*** Opening Records for the task ***

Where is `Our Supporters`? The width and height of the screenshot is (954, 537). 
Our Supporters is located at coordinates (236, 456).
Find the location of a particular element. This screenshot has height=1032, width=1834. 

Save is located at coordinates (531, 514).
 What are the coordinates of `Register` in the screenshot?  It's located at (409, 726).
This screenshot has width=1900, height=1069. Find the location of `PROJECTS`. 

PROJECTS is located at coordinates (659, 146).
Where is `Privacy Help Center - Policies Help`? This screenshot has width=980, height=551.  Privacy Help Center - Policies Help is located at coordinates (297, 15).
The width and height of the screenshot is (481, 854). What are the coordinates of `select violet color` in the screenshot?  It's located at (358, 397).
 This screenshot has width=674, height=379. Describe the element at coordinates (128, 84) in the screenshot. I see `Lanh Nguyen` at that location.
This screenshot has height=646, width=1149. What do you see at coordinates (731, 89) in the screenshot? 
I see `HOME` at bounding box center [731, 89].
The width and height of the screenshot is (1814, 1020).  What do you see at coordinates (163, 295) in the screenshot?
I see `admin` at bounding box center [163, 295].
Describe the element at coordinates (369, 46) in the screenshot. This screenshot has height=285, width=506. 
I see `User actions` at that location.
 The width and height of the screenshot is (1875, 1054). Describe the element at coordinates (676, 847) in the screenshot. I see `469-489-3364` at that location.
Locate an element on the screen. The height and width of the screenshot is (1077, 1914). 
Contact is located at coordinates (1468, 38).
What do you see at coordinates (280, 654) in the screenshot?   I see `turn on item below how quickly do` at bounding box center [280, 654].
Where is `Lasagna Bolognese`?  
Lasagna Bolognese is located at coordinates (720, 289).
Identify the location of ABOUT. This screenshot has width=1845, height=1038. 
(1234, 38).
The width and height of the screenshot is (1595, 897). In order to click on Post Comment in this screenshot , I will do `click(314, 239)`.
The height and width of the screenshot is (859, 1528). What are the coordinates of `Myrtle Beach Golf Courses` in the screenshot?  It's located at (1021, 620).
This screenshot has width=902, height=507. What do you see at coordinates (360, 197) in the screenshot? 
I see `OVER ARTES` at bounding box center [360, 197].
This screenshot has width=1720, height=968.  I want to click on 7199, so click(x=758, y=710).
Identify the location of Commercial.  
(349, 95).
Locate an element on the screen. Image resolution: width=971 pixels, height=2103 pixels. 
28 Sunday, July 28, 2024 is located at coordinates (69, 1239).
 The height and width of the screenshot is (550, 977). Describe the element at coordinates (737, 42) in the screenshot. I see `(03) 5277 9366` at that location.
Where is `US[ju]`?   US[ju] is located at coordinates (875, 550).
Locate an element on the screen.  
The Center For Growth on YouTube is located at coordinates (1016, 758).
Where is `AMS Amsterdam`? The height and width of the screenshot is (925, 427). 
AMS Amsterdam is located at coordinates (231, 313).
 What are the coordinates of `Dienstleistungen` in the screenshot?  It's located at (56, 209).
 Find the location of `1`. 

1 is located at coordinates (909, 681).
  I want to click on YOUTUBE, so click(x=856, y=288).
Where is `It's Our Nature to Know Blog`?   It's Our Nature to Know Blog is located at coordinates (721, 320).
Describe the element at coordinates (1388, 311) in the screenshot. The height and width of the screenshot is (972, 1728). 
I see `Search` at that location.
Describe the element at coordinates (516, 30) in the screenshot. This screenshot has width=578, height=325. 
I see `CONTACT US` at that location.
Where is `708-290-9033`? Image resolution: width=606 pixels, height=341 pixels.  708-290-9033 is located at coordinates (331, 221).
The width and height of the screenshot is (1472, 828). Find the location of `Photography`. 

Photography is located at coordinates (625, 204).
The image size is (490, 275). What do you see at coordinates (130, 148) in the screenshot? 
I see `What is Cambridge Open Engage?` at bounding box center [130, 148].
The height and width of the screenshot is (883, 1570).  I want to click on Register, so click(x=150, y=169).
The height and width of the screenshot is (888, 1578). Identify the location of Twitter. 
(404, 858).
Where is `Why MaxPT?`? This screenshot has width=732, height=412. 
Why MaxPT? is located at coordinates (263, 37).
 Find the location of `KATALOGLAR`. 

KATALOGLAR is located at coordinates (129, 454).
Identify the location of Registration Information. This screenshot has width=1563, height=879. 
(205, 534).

*** Closing Records for the task ***

> **Work instructions**
For this exercise, gather every line of the data that contains the word "Register".

> **Solution below**
 What are the coordinates of `Register` in the screenshot?  It's located at (409, 726).
The height and width of the screenshot is (883, 1570).  I want to click on Register, so click(x=150, y=169).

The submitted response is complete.